I guess I need a brush-up on chemistry. If I were to throw an iron bar into a container of pure water (assume no dissolved O2 or other gases, just water). Would we get iron oxides and hydrogen gas? Something is amiss with the electrochemistry if my memory serves - don't we need some electrons somewhere? If this were the case, couldn't we make a battery with iron and water?

Thanks for your comments (and to whomever gave this thread 5 stars!?!)
 
I guess I need a brush-up on chemistry. If I were to throw an iron bar into a container of pure water (assume no dissolved O2 or other gases, just water). Would we get iron oxides and hydrogen gas? Something is amiss with the electrochemistry if my memory serves - don't we need some electrons somewhere? If this were the case, couldn't we make a battery with iron and water?

Thanks for your comments (and to whomever gave this thread 5 stars!?!)

Well actually, if you put the iron bar in pure distilled water, I think it will rust only if a part of it is exposed to air.
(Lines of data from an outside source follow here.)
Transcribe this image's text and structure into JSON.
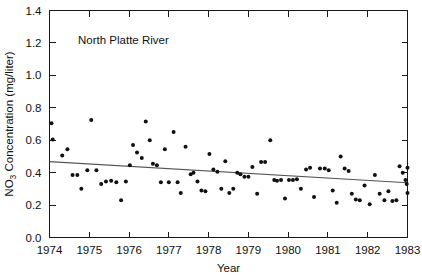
{
  "chart_data": {
    "type": "scatter",
    "title": "",
    "annotation": "North Platte River",
    "xlabel": "Year",
    "ylabel_main": "Concentration (mg/liter)",
    "ylabel_prefix": "NO",
    "ylabel_subscript": "3",
    "xlim": [
      1974,
      1983
    ],
    "ylim": [
      0.0,
      1.4
    ],
    "xticks": [
      1974,
      1975,
      1976,
      1977,
      1978,
      1979,
      1980,
      1981,
      1982,
      1983
    ],
    "xtick_labels": [
      "1974",
      "1975",
      "1976",
      "1977",
      "1978",
      "1979",
      "1980",
      "1981",
      "1982",
      "1983"
    ],
    "yticks": [
      0.0,
      0.2,
      0.4,
      0.6,
      0.8,
      1.0,
      1.2,
      1.4
    ],
    "ytick_labels": [
      "0.0",
      "0.2",
      "0.4",
      "0.6",
      "0.8",
      "1.0",
      "1.2",
      "1.4"
    ],
    "grid": false,
    "legend": "none",
    "marker": "filled-circle",
    "marker_color": "#111111",
    "trendline": {
      "color": "#555555",
      "x": [
        1974.0,
        1983.0
      ],
      "y": [
        0.468,
        0.338
      ]
    },
    "points": [
      {
        "x": 1974.05,
        "y": 0.705
      },
      {
        "x": 1974.08,
        "y": 0.605
      },
      {
        "x": 1974.32,
        "y": 0.505
      },
      {
        "x": 1974.45,
        "y": 0.545
      },
      {
        "x": 1974.58,
        "y": 0.385
      },
      {
        "x": 1974.7,
        "y": 0.385
      },
      {
        "x": 1974.8,
        "y": 0.3
      },
      {
        "x": 1974.95,
        "y": 0.415
      },
      {
        "x": 1975.05,
        "y": 0.725
      },
      {
        "x": 1975.18,
        "y": 0.415
      },
      {
        "x": 1975.3,
        "y": 0.33
      },
      {
        "x": 1975.42,
        "y": 0.345
      },
      {
        "x": 1975.55,
        "y": 0.35
      },
      {
        "x": 1975.68,
        "y": 0.34
      },
      {
        "x": 1975.8,
        "y": 0.23
      },
      {
        "x": 1975.92,
        "y": 0.345
      },
      {
        "x": 1976.02,
        "y": 0.445
      },
      {
        "x": 1976.1,
        "y": 0.57
      },
      {
        "x": 1976.2,
        "y": 0.525
      },
      {
        "x": 1976.32,
        "y": 0.49
      },
      {
        "x": 1976.42,
        "y": 0.715
      },
      {
        "x": 1976.52,
        "y": 0.6
      },
      {
        "x": 1976.6,
        "y": 0.455
      },
      {
        "x": 1976.7,
        "y": 0.445
      },
      {
        "x": 1976.8,
        "y": 0.34
      },
      {
        "x": 1976.9,
        "y": 0.545
      },
      {
        "x": 1977.0,
        "y": 0.34
      },
      {
        "x": 1977.12,
        "y": 0.65
      },
      {
        "x": 1977.22,
        "y": 0.34
      },
      {
        "x": 1977.3,
        "y": 0.275
      },
      {
        "x": 1977.42,
        "y": 0.56
      },
      {
        "x": 1977.55,
        "y": 0.39
      },
      {
        "x": 1977.62,
        "y": 0.4
      },
      {
        "x": 1977.72,
        "y": 0.345
      },
      {
        "x": 1977.82,
        "y": 0.29
      },
      {
        "x": 1977.92,
        "y": 0.285
      },
      {
        "x": 1978.02,
        "y": 0.515
      },
      {
        "x": 1978.12,
        "y": 0.42
      },
      {
        "x": 1978.22,
        "y": 0.405
      },
      {
        "x": 1978.32,
        "y": 0.3
      },
      {
        "x": 1978.42,
        "y": 0.47
      },
      {
        "x": 1978.52,
        "y": 0.275
      },
      {
        "x": 1978.62,
        "y": 0.3
      },
      {
        "x": 1978.72,
        "y": 0.4
      },
      {
        "x": 1978.8,
        "y": 0.39
      },
      {
        "x": 1978.9,
        "y": 0.375
      },
      {
        "x": 1979.0,
        "y": 0.375
      },
      {
        "x": 1979.1,
        "y": 0.435
      },
      {
        "x": 1979.22,
        "y": 0.27
      },
      {
        "x": 1979.32,
        "y": 0.465
      },
      {
        "x": 1979.42,
        "y": 0.465
      },
      {
        "x": 1979.55,
        "y": 0.6
      },
      {
        "x": 1979.65,
        "y": 0.355
      },
      {
        "x": 1979.72,
        "y": 0.35
      },
      {
        "x": 1979.82,
        "y": 0.355
      },
      {
        "x": 1979.92,
        "y": 0.24
      },
      {
        "x": 1980.02,
        "y": 0.355
      },
      {
        "x": 1980.12,
        "y": 0.355
      },
      {
        "x": 1980.22,
        "y": 0.36
      },
      {
        "x": 1980.32,
        "y": 0.3
      },
      {
        "x": 1980.45,
        "y": 0.42
      },
      {
        "x": 1980.55,
        "y": 0.43
      },
      {
        "x": 1980.65,
        "y": 0.25
      },
      {
        "x": 1980.8,
        "y": 0.425
      },
      {
        "x": 1980.92,
        "y": 0.425
      },
      {
        "x": 1981.02,
        "y": 0.415
      },
      {
        "x": 1981.12,
        "y": 0.29
      },
      {
        "x": 1981.22,
        "y": 0.215
      },
      {
        "x": 1981.32,
        "y": 0.5
      },
      {
        "x": 1981.42,
        "y": 0.425
      },
      {
        "x": 1981.52,
        "y": 0.41
      },
      {
        "x": 1981.6,
        "y": 0.27
      },
      {
        "x": 1981.7,
        "y": 0.235
      },
      {
        "x": 1981.8,
        "y": 0.23
      },
      {
        "x": 1981.92,
        "y": 0.32
      },
      {
        "x": 1982.05,
        "y": 0.205
      },
      {
        "x": 1982.18,
        "y": 0.385
      },
      {
        "x": 1982.3,
        "y": 0.27
      },
      {
        "x": 1982.42,
        "y": 0.23
      },
      {
        "x": 1982.52,
        "y": 0.285
      },
      {
        "x": 1982.62,
        "y": 0.225
      },
      {
        "x": 1982.72,
        "y": 0.23
      },
      {
        "x": 1982.8,
        "y": 0.44
      },
      {
        "x": 1982.88,
        "y": 0.4
      },
      {
        "x": 1982.95,
        "y": 0.355
      },
      {
        "x": 1983.0,
        "y": 0.43
      },
      {
        "x": 1983.0,
        "y": 0.275
      },
      {
        "x": 1982.98,
        "y": 0.33
      }
    ]
  }
}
This differential aeration creates a potential difference or a kind of battery and electrons flows from the part under water to the part above, rusting the submerged part.

http://en.wikipedia.org/wiki/Galvanic_corrosion
http://en.wikipedia.org/wiki/Cathodic_protection

~
Thomas
 
I think the last line of the Wiki page is helpful:

Even a single type of metal may corrode galvanically if the electrolyte varies in composition, forming a concentration cell.

Assuming Mars had no biogenic oxygen, just having iron-laden rocks in a salty sea (with variable concentration) would be enough to get electrons where they needed to be. The rocks take the oxygen from the water, and the hydrogen evaporates.

This leads to another question. The gravity of mars is not enough to hold onto hydrogen, the thin atmosphere is mostly CO2. Could mars hold onto a significant water vapor atmosphere? If there were seas on mars, how could they amass and how long would it take for them to boil away?